Lawmakers Back Delay In Private Prison Opening Corporation Offers Deal They Can’T Refuse
Facing an offer they could not refuse, legislative budget writers have ratified a deal intended to delay opening the new private prison south of Boise until mid-2000.
Corrections Corp. of America has offered concessions that make a six-month delay financially viable. The 1,250-bed facility was scheduled to open next January.
“They’ve worked out arrangements that will be very beneficial to the state in the short term and the long term,” Sen. Dean Cameron, R-Rupert, said Monday.
Corrections Corp., which is building the prison and has the contract to run it for the first three years, will pay the costs of mothballing the facility from the time it is completed, probably in September, until the following July.
The company, which manages more inmates than any other private prison company in America, also will pay the transportation costs to move 200 inmates Idaho now has housed in Texas to its own facility in New Mexico, where it has said housing rates are comparable.
In addition, it will pay the cost of transporting to that New Mexico prison additional Idaho inmates who have to be housed out of state because existing facilities are full. And it will pay for bringing all inmates back to Idaho in mid-2000 when the new prison opens.
“I was absolutely surprised,” Sen. Atwell Parry, R-Melba, said after hearing of the company’s offer. “They have really done an outstanding job working it out, and all they said was they’re looking for a long-term relationship.”
The company isn’t hurting for cash. Corporate profits, at more than $60 million last fall, were running over 60 percent ahead of a year earlier.
Gov. Dirk Kempthorne’s administration does not want to open the new prison until it can fill 750 beds.
Lawmakers had wanted to open it next January to preclude shipping any more inmates out of state and avoid anticipated political criticism for paying out-of-state housing rates when a $50 million Idaho prison stands empty.
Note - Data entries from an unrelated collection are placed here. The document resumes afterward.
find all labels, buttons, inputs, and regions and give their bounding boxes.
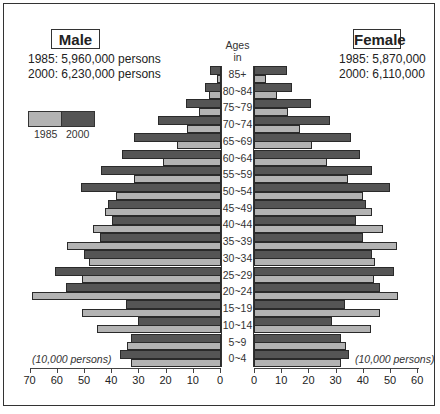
male-1985-bar xyxy=(32,292,221,300)
female-1985-bar xyxy=(254,275,374,283)
male-unit-label: (10,000 persons) xyxy=(32,353,111,365)
right-axis-tick xyxy=(336,368,337,373)
age-group-label: 5~9 xyxy=(221,336,254,348)
left-axis-tick xyxy=(84,368,85,373)
male-total-1985: 1985: 5,960,000 persons xyxy=(28,52,161,67)
right-axis-tick-label: 20 xyxy=(298,374,318,386)
female-1985-bar xyxy=(254,208,372,216)
left-axis-tick-label: 50 xyxy=(74,374,94,386)
female-1985-bar xyxy=(254,91,277,99)
age-group-label: 25~29 xyxy=(221,269,254,281)
age-group-label: 45~49 xyxy=(221,202,254,214)
left-axis-tick-label: 20 xyxy=(156,374,176,386)
male-1985-bar xyxy=(97,325,221,333)
left-axis-tick-label: 70 xyxy=(20,374,40,386)
male-1985-bar xyxy=(116,192,221,200)
male-totals: 1985: 5,960,000 persons 2000: 6,230,000 … xyxy=(28,52,161,82)
right-axis-tick-label: 30 xyxy=(326,374,346,386)
age-group-label: 80~84 xyxy=(221,85,254,97)
legend-swatch-1985 xyxy=(28,111,62,127)
left-axis-tick xyxy=(166,368,167,373)
female-total-1985: 1985: 5,870,000 xyxy=(339,52,426,67)
age-group-label: 0~4 xyxy=(221,352,254,364)
male-1985-bar xyxy=(67,242,221,250)
age-group-label: 40~44 xyxy=(221,218,254,230)
female-1985-bar xyxy=(254,342,346,350)
male-1985-bar xyxy=(93,225,221,233)
female-1985-bar xyxy=(254,325,371,333)
age-group-label: 85+ xyxy=(221,68,254,80)
female-totals: 1985: 5,870,000 2000: 6,110,000 xyxy=(339,52,426,82)
left-axis-tick xyxy=(57,368,58,373)
age-group-label: 50~54 xyxy=(221,185,254,197)
right-axis-tick xyxy=(390,368,391,373)
right-axis-tick-label: 50 xyxy=(380,374,400,386)
age-group-label: 55~59 xyxy=(221,168,254,180)
female-title: Female xyxy=(353,29,401,49)
legend-label-2000: 2000 xyxy=(66,128,89,140)
age-group-label: 75~79 xyxy=(221,101,254,113)
left-axis-tick xyxy=(111,368,112,373)
female-1985-bar xyxy=(254,292,398,300)
male-1985-bar xyxy=(127,342,221,350)
age-group-label: 30~34 xyxy=(221,252,254,264)
age-group-label: 15~19 xyxy=(221,302,254,314)
female-unit-label: (10,000 persons) xyxy=(355,353,434,365)
age-group-label: 70~74 xyxy=(221,118,254,130)
right-axis-tick xyxy=(363,368,364,373)
left-axis-tick xyxy=(138,368,139,373)
left-axis-tick-label: 40 xyxy=(101,374,121,386)
right-axis-tick-label: 10 xyxy=(271,374,291,386)
left-axis-tick-label: 0 xyxy=(210,374,230,386)
male-1985-bar xyxy=(134,175,221,183)
male-1985-bar xyxy=(163,158,221,166)
left-axis-tick xyxy=(30,368,31,373)
right-axis-tick-label: 40 xyxy=(353,374,373,386)
female-1985-bar xyxy=(254,141,312,149)
right-axis-tick xyxy=(308,368,309,373)
male-total-2000: 2000: 6,230,000 persons xyxy=(28,67,161,82)
female-1985-bar xyxy=(254,192,363,200)
right-axis-tick-label: 0 xyxy=(244,374,264,386)
female-1985-bar xyxy=(254,258,375,266)
male-1985-bar xyxy=(177,141,221,149)
age-group-label: 65~69 xyxy=(221,135,254,147)
left-axis-tick-label: 10 xyxy=(183,374,203,386)
left-axis-tick-label: 60 xyxy=(47,374,67,386)
right-axis-tick xyxy=(281,368,282,373)
female-total-2000: 2000: 6,110,000 xyxy=(339,67,426,82)
left-axis-tick-label: 30 xyxy=(128,374,148,386)
left-axis-tick xyxy=(193,368,194,373)
age-group-label: 60~64 xyxy=(221,152,254,164)
female-1985-bar xyxy=(254,225,383,233)
male-1985-bar xyxy=(82,275,221,283)
female-1985-bar xyxy=(254,125,300,133)
female-1985-bar xyxy=(254,359,341,367)
male-1985-bar xyxy=(82,309,221,317)
age-group-label: 35~39 xyxy=(221,235,254,247)
right-axis-tick xyxy=(417,368,418,373)
left-axis-tick xyxy=(220,368,221,373)
male-1985-bar xyxy=(105,208,221,216)
male-1985-bar xyxy=(199,108,221,116)
age-group-label: 20~24 xyxy=(221,285,254,297)
female-1985-bar xyxy=(254,309,380,317)
male-1985-bar xyxy=(131,359,221,367)
legend-swatch-2000 xyxy=(61,111,95,127)
female-1985-bar xyxy=(254,108,288,116)
male-title: Male xyxy=(51,29,100,49)
right-axis-tick xyxy=(254,368,255,373)
female-1985-bar xyxy=(254,242,397,250)
ages-header-line1: Ages xyxy=(221,39,254,51)
male-1985-bar xyxy=(209,91,221,99)
female-1985-bar xyxy=(254,175,348,183)
female-1985-bar xyxy=(254,158,327,166)
female-1985-bar xyxy=(254,75,266,83)
age-group-label: 10~14 xyxy=(221,319,254,331)
legend-label-1985: 1985 xyxy=(34,128,57,140)
right-axis-tick-label: 60 xyxy=(407,374,427,386)
male-1985-bar xyxy=(89,258,221,266)
male-1985-bar xyxy=(187,125,221,133)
Corrections Director Jim Spalding told the budget committee earlier that he expects to have to ship another 200 inmates out of state by May of 2000, if the new prison doesn’t open before then.
But Kempthorne has refused to ease populations in existing facilities just to open the new prison, preferring to ship inmates out of state for a time.
Idaho’s recent experiences with housing prisoners out of state haven’t all been good. In 1997, Idaho inmates rioted at a private prison in Louisiana, and five escaped. One is still on the loose.
Opening the new prison early or shipping more inmates out of state to delay the opening costs the state about the same, analysts said. That made Corrections Corp.’s offer of extra financial assistance - likely hundreds of thousands of dollars - what tipped the scales toward the governor’s proposed delay. Still, some lawmakers remain curious about what the company expects in return.
Staff writer Betsy Z. Russell contributed to this report.